London based Dario Mitidieri began his career, working for The Sunday Telegraph and for The Independent newspapers. In 1989, Dario travelled to China to document the student’s’ demonstration in Tiananmen Square. For his work he was awarded British Press Photographer of the Year, and recognized worldwide as one of the top emerging photojournalists. In 1994 his book “Children of Bombay” was published in six languages, the result of a year long project about the lives of street children in Bombay. Described in French Photo Magazine as one of the ten most important photographic books of the decade, Children of Bombay has given a voice to children who occupy the very bottom rung of India’s social ladder. In the years that followed, Dario photographed the Kobe Earthquake, Formula 1 driver Ayrton Senna’s last race, the conflicts in Northern Ireland and Iraq, the Tsunami in Indonesia as well as working on projects such as Children in Wars, Charismatic Evangelism, Hedonism in Ibiza and Teenage Pregnancy in the UK. His latest project, Lost Family Portraits, has received critical acclaim and has been used extensively both in print and on social media worldwide.

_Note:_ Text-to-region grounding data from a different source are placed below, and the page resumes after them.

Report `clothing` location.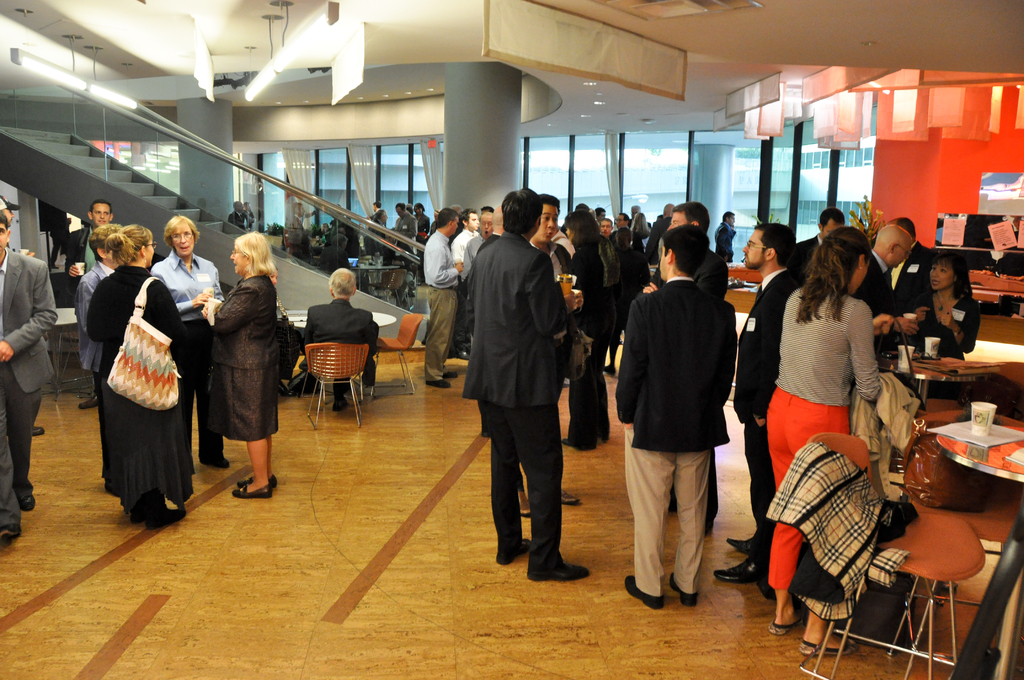
Report: region(899, 280, 989, 360).
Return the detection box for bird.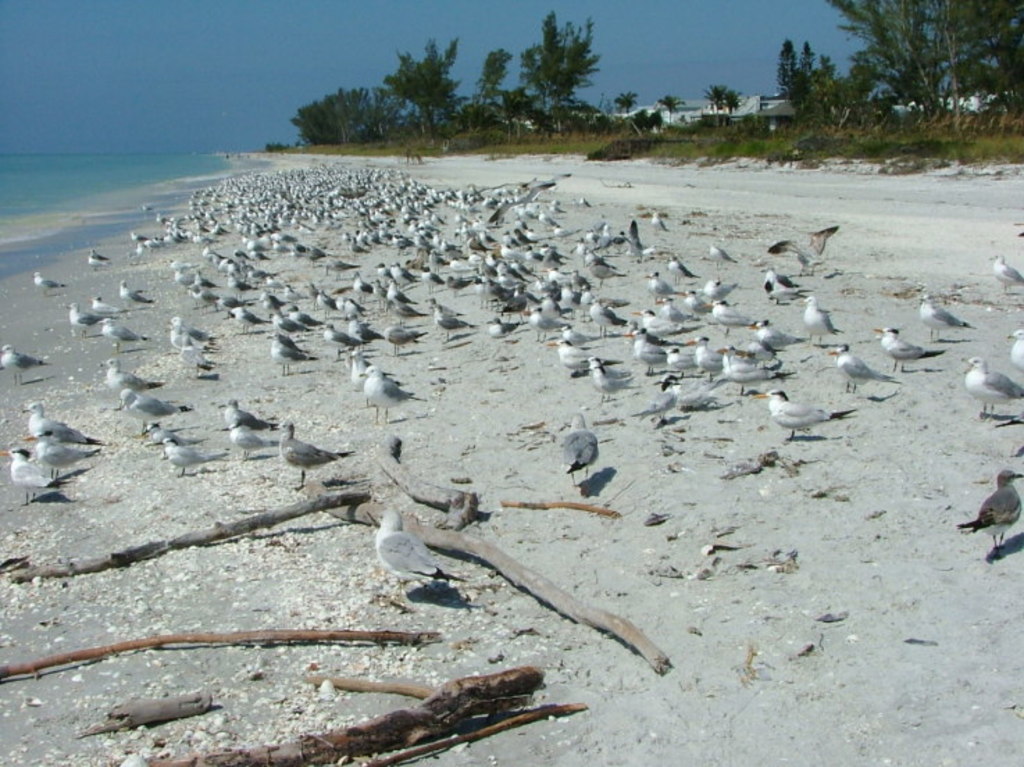
<bbox>63, 299, 114, 339</bbox>.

Italian-born, London-based photographer Dario Mitidieri sought to record the impact of war and mass migration on the Syrian families left behind using the long-established conventions of family portraiture to show the presence of absence. Working in the refugee camps of Lebanon’s Bekaa Valley, on the Syrian Border he creates images of families in which an empty chair or counterintuitive space in the grouping represents family members lost to war. The use of the backdrop in the midst of camp life acknowledges the presence of the photographer and reminds us we are looking at a photograph of people rather than the people themselves, yet the family portrait motif is universal as is the pathos of this challenge to it.
Dario Mitidieri, “Lost Family Portraits”. Campaign was shot for CAFOD (Catholic Agency for Overseas Development), in connection with the agency M&C Saathic London / Dario Mitidieri, “Lost Family Portraits”.